Table 1: Evolution of a Non-State Navy (compiled from various sources)

Manning the Fleet

The motivation to recruit sailors for many MNSAs extends beyond simple economic opportunities.  Modern pirates are driven by money, but most MNSAs and maritime-oriented Non-Governmental Organizations such as the Tamil Sea Tigers, the Movement for the Emancipation of the Nigerian Delta, Hezbollah, the Gaza Flotillas, and Women on Waves,[7]are motivated by political or ideological ends.  Similarly, Sea Shepherd relies heavily on an ad hoc assembled unpaid multi-national crew motivated by more than a paycheck or patriotism.  Sea Shepherd draws upon a diverse pool of international volunteers while state navies rely upon either conscripts or paid “volunteers.”  Motivation for optimal performance in many state-run navies is minimal and conscripts are likely to leave the service when their terms are complete.  Sea Shepherd’s penchant for “direct action” distinguishes it from other marine conservation organizations that only engage in campaigns to protest or raise awareness.   The direct action mantra is apparent during crew interviews and a major driver of their passion for the mission.
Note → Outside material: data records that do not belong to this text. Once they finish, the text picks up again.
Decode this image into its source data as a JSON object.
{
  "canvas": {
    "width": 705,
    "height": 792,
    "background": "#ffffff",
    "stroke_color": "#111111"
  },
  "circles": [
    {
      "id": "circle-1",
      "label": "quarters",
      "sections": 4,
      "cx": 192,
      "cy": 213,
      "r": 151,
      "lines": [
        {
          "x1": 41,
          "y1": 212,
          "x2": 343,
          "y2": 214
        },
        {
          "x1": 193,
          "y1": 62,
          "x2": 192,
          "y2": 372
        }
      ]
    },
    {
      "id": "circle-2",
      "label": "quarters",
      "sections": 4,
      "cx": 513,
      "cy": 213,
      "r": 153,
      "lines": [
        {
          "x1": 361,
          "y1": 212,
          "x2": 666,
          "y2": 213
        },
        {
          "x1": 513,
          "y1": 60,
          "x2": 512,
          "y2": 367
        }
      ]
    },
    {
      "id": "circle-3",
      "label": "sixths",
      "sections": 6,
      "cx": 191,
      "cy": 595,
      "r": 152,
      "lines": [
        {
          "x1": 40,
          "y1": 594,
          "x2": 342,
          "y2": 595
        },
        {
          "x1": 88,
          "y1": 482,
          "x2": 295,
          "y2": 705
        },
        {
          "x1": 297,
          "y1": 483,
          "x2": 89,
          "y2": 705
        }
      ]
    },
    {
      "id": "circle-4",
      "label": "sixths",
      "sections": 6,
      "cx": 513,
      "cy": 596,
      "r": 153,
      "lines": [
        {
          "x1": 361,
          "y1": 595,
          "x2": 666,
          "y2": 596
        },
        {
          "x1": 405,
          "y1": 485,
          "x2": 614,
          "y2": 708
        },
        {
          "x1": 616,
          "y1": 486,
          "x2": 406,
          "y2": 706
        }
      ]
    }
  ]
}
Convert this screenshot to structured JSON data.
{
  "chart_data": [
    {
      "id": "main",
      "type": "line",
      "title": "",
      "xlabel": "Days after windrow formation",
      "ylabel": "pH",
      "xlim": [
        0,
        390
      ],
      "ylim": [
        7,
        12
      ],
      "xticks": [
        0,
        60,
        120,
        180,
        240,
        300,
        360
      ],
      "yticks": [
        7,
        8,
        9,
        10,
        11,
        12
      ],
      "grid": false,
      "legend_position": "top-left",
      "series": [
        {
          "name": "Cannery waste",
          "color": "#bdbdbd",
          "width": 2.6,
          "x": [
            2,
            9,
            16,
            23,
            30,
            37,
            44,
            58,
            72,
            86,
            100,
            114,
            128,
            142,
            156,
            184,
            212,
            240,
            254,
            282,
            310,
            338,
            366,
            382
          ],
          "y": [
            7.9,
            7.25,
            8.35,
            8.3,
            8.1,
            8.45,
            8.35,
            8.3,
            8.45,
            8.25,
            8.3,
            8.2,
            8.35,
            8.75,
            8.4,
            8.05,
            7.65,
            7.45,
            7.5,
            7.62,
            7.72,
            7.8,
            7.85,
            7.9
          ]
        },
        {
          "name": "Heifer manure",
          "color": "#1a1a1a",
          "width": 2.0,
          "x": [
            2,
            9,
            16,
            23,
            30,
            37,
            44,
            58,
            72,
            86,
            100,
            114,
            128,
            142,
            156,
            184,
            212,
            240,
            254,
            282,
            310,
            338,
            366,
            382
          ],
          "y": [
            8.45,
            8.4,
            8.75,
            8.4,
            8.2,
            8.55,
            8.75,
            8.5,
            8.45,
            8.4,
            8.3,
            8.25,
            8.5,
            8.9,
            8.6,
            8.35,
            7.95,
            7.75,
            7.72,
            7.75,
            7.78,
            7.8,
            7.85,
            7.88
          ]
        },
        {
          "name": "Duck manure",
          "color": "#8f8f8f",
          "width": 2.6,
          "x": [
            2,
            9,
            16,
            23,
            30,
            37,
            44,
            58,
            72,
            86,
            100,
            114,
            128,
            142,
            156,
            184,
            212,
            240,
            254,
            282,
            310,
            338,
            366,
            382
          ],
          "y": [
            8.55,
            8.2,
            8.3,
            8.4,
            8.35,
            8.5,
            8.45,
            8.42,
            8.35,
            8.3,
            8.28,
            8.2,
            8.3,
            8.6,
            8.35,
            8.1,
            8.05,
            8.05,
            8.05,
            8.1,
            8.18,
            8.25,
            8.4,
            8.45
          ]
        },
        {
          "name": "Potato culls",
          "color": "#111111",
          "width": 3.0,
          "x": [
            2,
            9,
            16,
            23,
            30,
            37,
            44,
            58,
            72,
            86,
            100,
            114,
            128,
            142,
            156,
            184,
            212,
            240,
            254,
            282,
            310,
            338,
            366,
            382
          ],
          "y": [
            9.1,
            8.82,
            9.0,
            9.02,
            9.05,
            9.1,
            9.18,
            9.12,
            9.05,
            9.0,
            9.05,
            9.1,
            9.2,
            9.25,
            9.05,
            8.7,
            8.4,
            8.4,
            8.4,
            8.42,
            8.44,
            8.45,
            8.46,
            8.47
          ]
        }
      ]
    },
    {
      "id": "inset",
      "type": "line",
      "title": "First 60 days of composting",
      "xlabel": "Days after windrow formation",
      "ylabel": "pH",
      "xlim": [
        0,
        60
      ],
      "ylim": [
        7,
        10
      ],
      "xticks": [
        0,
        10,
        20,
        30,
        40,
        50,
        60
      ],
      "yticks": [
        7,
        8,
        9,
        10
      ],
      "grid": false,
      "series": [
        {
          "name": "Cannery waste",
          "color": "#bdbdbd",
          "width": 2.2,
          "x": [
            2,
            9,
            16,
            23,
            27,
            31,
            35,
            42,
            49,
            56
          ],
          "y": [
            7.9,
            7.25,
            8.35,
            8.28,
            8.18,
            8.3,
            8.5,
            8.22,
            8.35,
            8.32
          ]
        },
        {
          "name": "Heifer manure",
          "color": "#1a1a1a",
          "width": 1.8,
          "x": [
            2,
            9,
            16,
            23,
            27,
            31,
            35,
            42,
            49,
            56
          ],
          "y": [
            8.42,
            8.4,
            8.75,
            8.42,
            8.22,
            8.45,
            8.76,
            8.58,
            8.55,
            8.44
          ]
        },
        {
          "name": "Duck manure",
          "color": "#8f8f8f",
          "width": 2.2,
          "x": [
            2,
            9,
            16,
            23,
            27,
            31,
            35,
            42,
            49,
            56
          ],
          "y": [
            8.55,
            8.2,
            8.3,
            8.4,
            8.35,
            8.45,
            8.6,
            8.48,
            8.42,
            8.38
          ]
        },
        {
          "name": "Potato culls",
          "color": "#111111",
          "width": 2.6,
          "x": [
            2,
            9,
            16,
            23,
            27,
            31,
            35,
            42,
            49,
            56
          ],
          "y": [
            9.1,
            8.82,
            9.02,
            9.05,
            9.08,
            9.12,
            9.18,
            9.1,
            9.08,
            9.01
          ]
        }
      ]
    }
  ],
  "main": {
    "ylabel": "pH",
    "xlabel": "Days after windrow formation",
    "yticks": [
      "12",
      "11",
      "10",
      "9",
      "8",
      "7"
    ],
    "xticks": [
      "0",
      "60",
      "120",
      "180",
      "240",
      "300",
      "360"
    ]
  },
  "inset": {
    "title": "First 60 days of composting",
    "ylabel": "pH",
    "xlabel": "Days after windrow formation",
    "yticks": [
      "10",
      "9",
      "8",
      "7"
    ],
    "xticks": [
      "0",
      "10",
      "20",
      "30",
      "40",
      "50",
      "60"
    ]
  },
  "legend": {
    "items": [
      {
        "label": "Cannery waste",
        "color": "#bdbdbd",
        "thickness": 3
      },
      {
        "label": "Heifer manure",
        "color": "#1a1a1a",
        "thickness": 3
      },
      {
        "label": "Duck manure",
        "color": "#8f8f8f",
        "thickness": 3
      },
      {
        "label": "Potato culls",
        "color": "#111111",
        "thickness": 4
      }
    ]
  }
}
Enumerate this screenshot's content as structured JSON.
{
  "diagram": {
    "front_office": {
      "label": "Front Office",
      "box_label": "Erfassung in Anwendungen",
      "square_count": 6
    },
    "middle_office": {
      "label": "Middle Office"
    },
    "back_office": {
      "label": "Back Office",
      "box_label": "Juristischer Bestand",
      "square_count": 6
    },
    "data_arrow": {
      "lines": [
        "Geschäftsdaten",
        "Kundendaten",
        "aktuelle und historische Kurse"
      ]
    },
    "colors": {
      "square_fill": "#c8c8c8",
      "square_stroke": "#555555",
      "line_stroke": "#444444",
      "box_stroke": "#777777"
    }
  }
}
What sort of person volunteers for this type of organization and how do they differ from sailors in state-sponsored navies?  Although they are all driven by similar goals, the backgrounds of Sea Shepherd sailors are highly diverse as revealed by recent 90-second vignettes placed on YouTube on the crew of the M/V Steve Irwin.  The twenty-nine crew members interviewed represented twelve nationalities.  State navies are comprised of younger personnel - the average age of a U.S. Navy sailor is twenty and going to sea is usually their first time far from home with the exception of basic training.  By contrast, most Sea Shepherds are in their late twenties and thirties – they have life and travel experiences around the globe generally exceeding the average first term enlisted navy sailor.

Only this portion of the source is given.